If your tower lights fail for even one day — expect a fine

On Jan. 15, the FCC fined Electronic Corporate Pages (ECPI) in Florence, TX, for failing to properly maintain its tower lights. Then on Aug. 11, 2009, the commission’s Houston Office of the Enforcement Bureau received a complaint that antenna structure number 1048971 was unlit, and the owner listed in the registration could not be reached.

A month later, agents from the Houston Office inspected above tower and found that structure’s medium intensity obstruction lights were not operational. Upon investigation, the FCC discovered that while the tower owner had hired a person to monitor the lights, that person had moved from the area, and the tower owner did not know precisely when that happened. In addition, ECPI had failed to update the tower’s registration information with the FCC. The tower owner repaired the lighting system, and it appeared to be working properly that same day.

The Houston office issued a Notice of Apparent Liability for Forfeiture to ECPI for $13,000 for apparent willful and repeated violation of Sections 17.51(b) and 17.57 of the Rules. ECPI requested a reduction of cancellation of the proposed forfeiture.

After consideration, the FCC eventually reduced the total forfeiture to $4000.

The bottom line is that the FCC takes tower lighting seriously. Be sure your tower owner registration and contact information is correct. Check regularly the tower light monitoring equipment, and be sure your staff know what to do if they detect a tower light failure. And, if the tower lights should ever fail, be sure to notify the proper FAA office immediately. Then repair the lights ASAP.

National EAS test coming

The FCC is about to demand that everyone participate in a nationwide test of the EAS system. The FCC issued a NPRM in late January, which would call for a yearly national test. The commission claims a nationwide test, which has never been conducted, would replace one of the required monthly tests participants now must conduct. EAS participants would be required to log the test results and provide information to the FCC’s Safety and Homeland Security Bureau within 30 days of the test.

The notice proposes that certain information be provided to the SHSB office at the conclusion of the test, including:

• Whether the station received the alert message

• Whether the station retransmitted the alert

• If the facility failed to receive/transmit the alert, what was their best effort diagnostic analysis of the cause for failure

• Date and time the test was received and transmitted

• Identification of message source

• Brand and model number of EAS equipment installed

The commission stated that it intends to “move quickly to adopt any and all necessary rule changes to ensure that the commission and other federal, state, local and nongovernmental EAS stakeholders have the necessary diagnostic tools to evaluate EAS performance and readiness nationwide.”

You have until March 1 to file comments and until March 30 for reply comments. Comments can be filed electronically with the FCC’s Electronic Comment Filing System.

IBM demonstrates 100GHz graphene transistor

IBM researchers recently demonstrated an RF graphene transistor with the highest cut-off frequency achieved so far for any graphene device — 100GHz. Graphene is a single atom-thick layer of carbon atoms bonded in a hexagonal honeycomb-like arrangement.

"A key advantage of graphene lies in the very high speeds in which electrons propagate, which is essential for achieving high-speed, high-performance, next-generation transistors," said Dr. T.C. Chen, vice president, Science and Technology, IBM Research. "The breakthrough we are announcing demonstrates clearly that graphene can be utilized to produce high-performance devices and integrated circuits."

Graphene is a two-dimensional form of carbon with unique electrical, optical, mechanical and thermal properties. The graphene transistor itself utilized a metal top-gate architecture and a novel gate insulator stack involving a polymer and a high dielectric constant oxide. The gate length was modest, 240 nanometers, leaving plenty of space for further optimization of its performance by scaling down the gate length.

The frequency performance of the graphene device already exceeds the cut-off frequency of state-of-the-art silicon transistors of the same gate length (~40GHz). Similar performance was obtained from devices based on graphene obtained from natural graphite, proving that high performance can be obtained from graphene of different origins.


**Work instructions:** Retype the lines of the listing below exactly, but only those from the one containing "Scan for man." through the last line; pictures stay out.

**Data listing:**

----------

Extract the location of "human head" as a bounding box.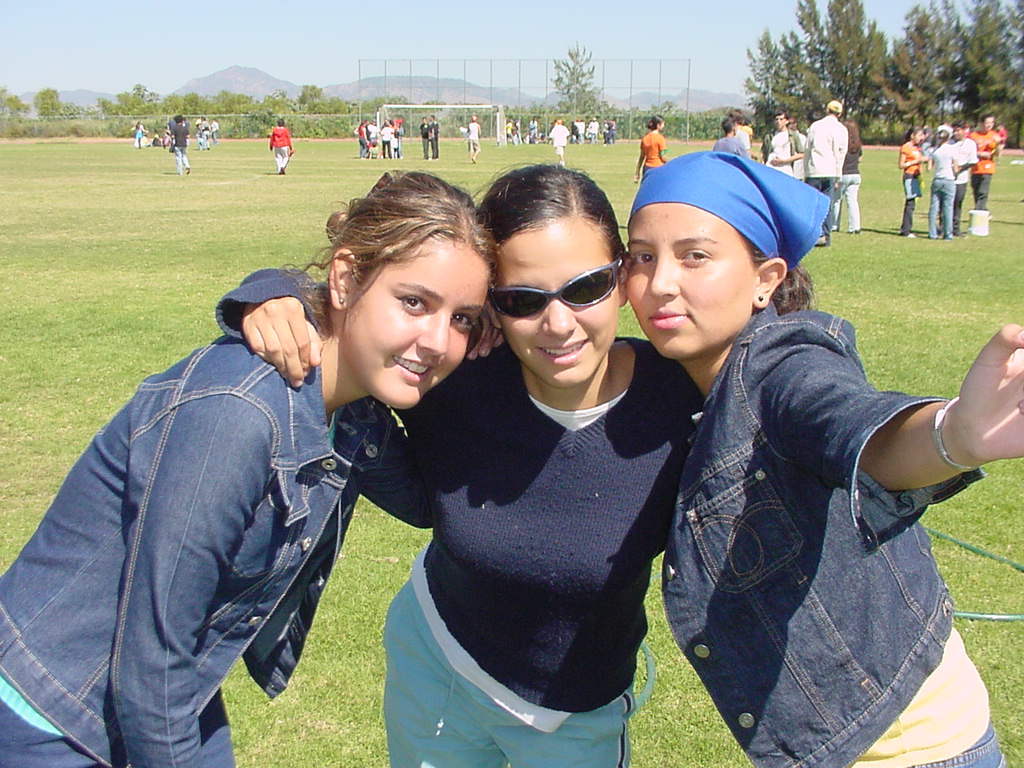
<region>727, 112, 741, 125</region>.
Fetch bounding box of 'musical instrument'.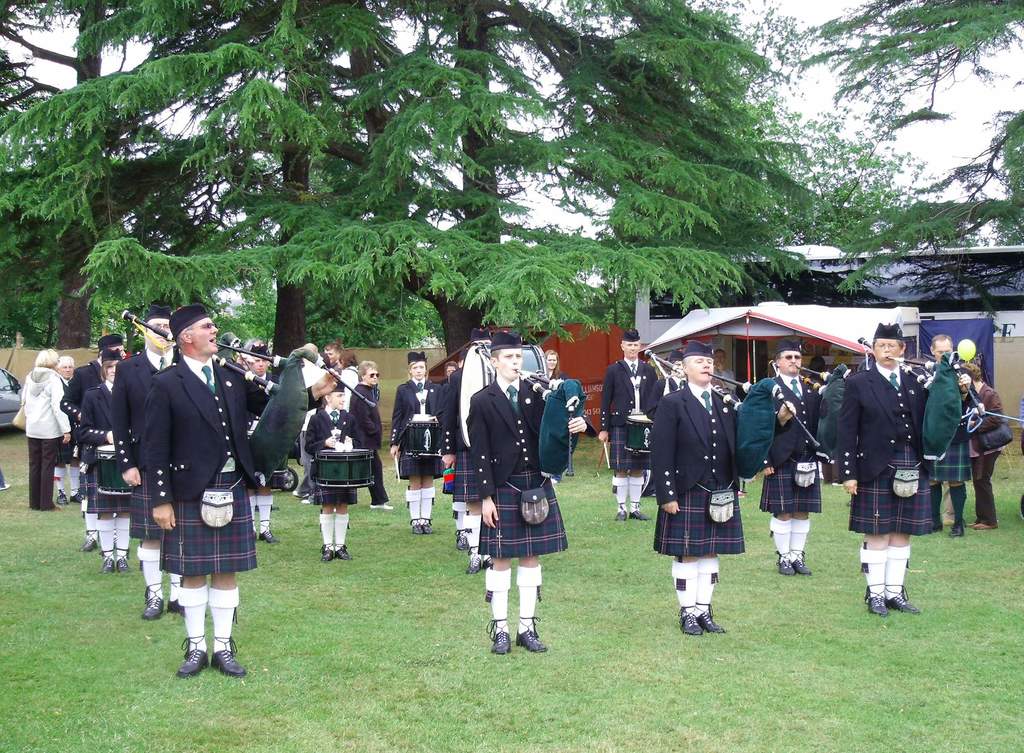
Bbox: {"x1": 402, "y1": 412, "x2": 444, "y2": 463}.
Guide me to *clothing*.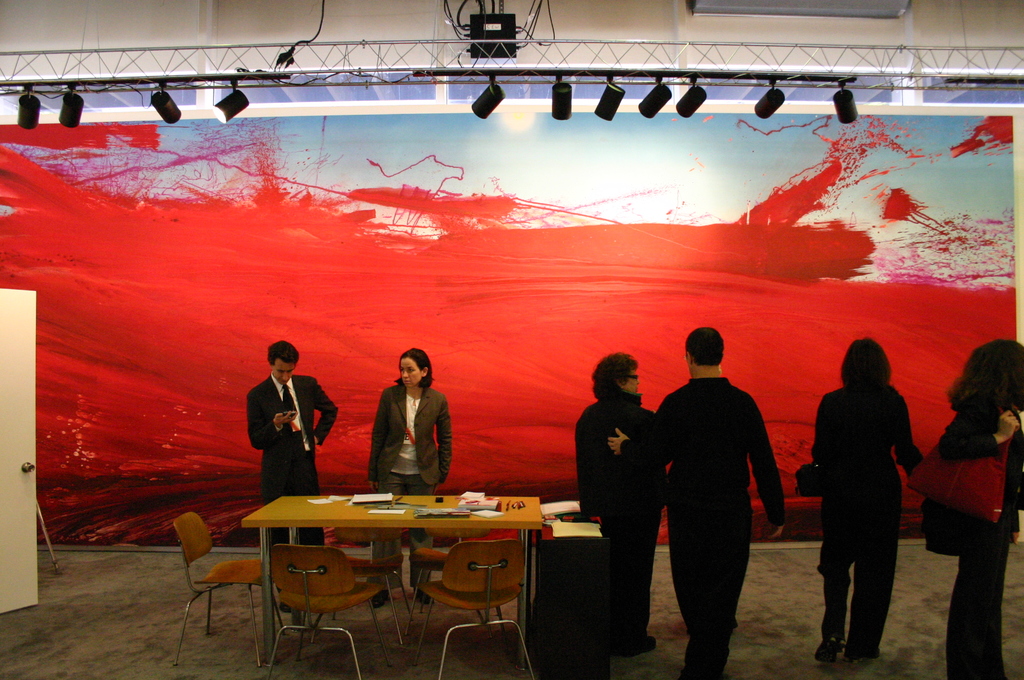
Guidance: 942:403:1023:679.
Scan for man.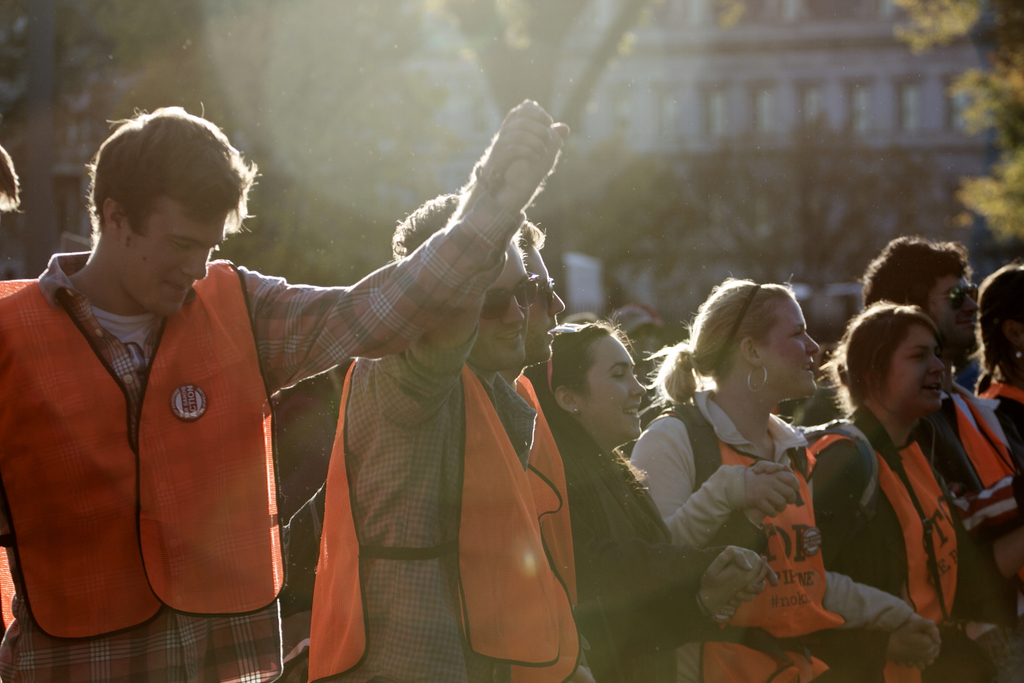
Scan result: l=499, t=223, r=770, b=682.
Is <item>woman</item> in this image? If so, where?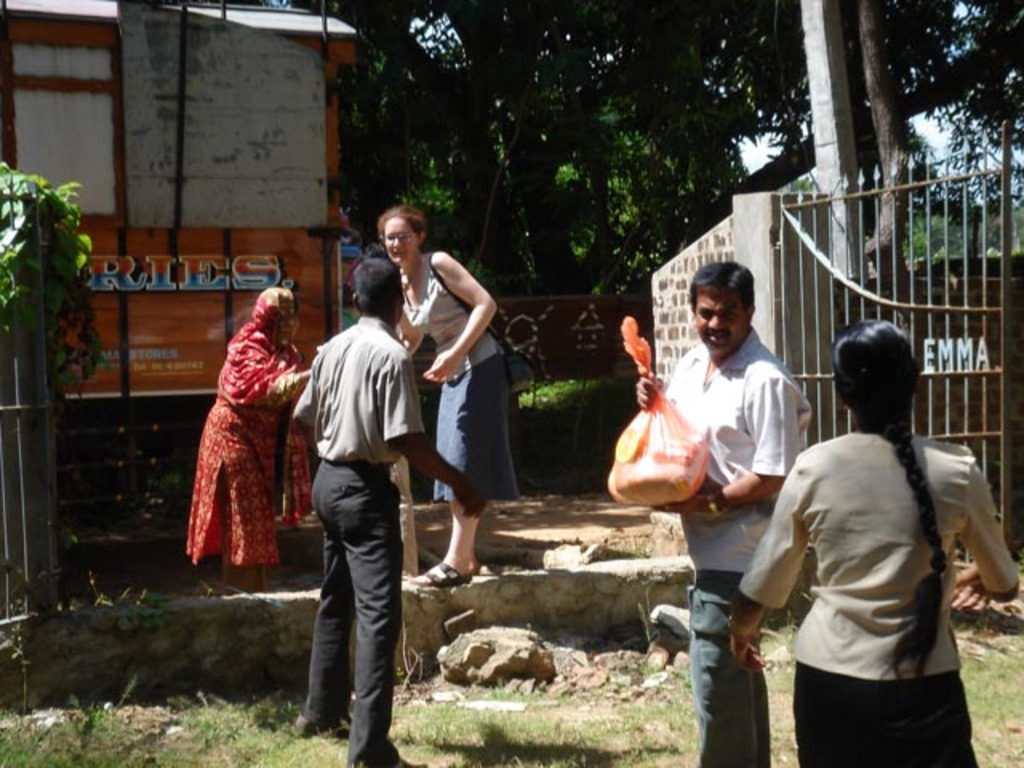
Yes, at crop(379, 205, 517, 590).
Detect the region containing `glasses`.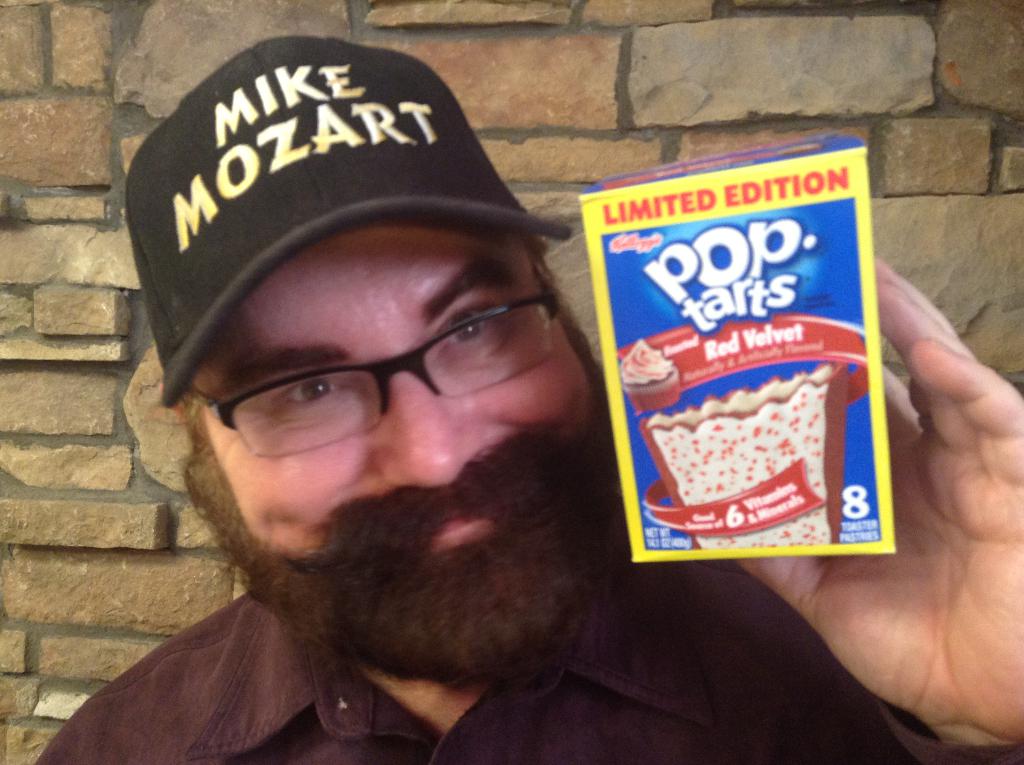
(left=138, top=271, right=581, bottom=462).
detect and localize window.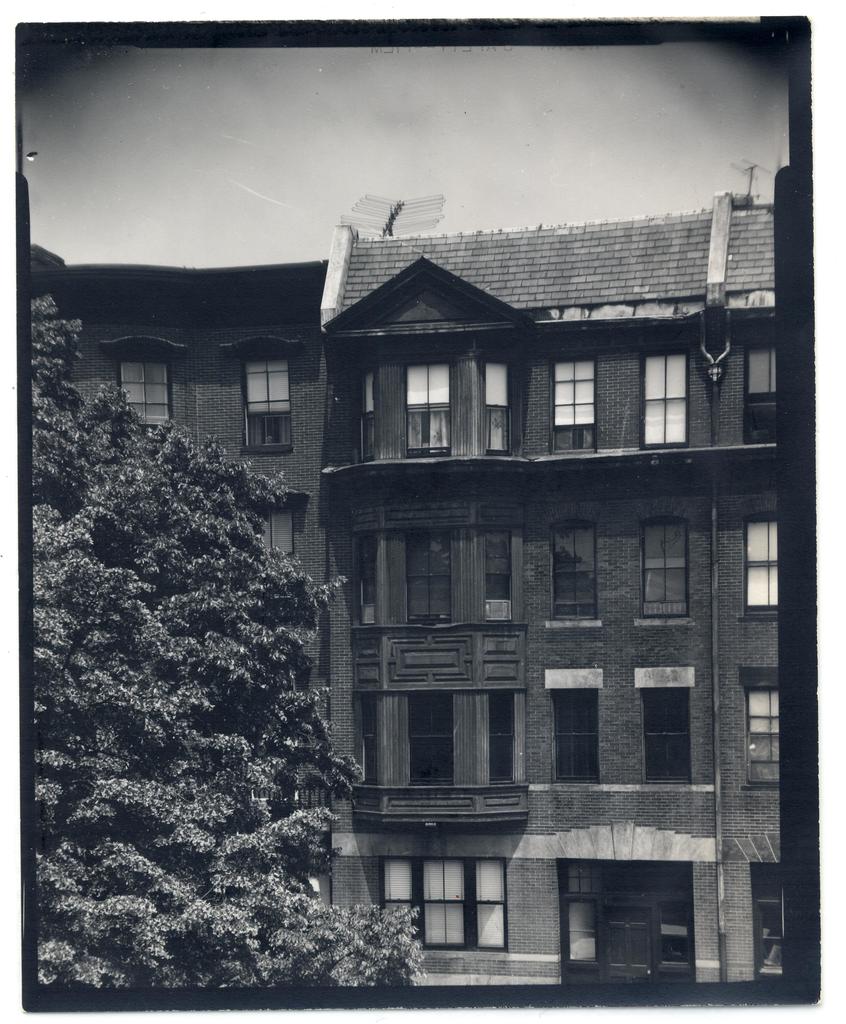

----------

**Answer to the problem:**
Scan for man.
Scan result: l=499, t=223, r=770, b=682.
Is <item>woman</item> in this image? If so, where?
Yes, at crop(379, 205, 517, 590).
Detect the region containing `glasses`.
(left=138, top=271, right=581, bottom=462).
detect and localize window.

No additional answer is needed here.